Stone dust is really heavy. It comes in heavy plastic bags that weigh 50 or 60 pounds, and when you put them in the car they make a thumping sound
and they weigh down the trunk pretty obviously and the car squeaks when it goes over any bumps.
It's hard to pick them up again too, you have to crouch down and heft them up, and walk slowly, and the sooner you can finally put them down the better.
But stone dust is a really good way to lay a masonry walkway. Because it's so heavy, it just kind of sits where you put it and if you lay the bricks on top of it, they don't move.
Especially if you pour more dust into the cracks between the bricks, and then wait for it to rain and wet the whole thing down.
When you walk on a walk like that, you can tell by the steadiness that there is stone dust underneath.
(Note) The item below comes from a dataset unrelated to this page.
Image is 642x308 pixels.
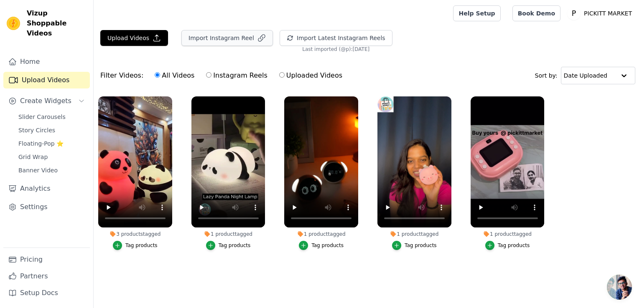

It's like standing on solid rock.
Durazno was careful to teach me the importance of stone dust, and how to use it, just as he taught me all the other tools of the trade:
the rake and the sledge, and the tamp, and the tool I never knew the name of that was really good at getting giant rocks out of the ground.
Durazno is gone. He left on a night in late November, when the moon was full and the air was growing cold, and the year was dying.
But he left my ten year old soul a road into the future, as sure as if the days were laid in the stone dust in the back of the pick up parked in the driveway.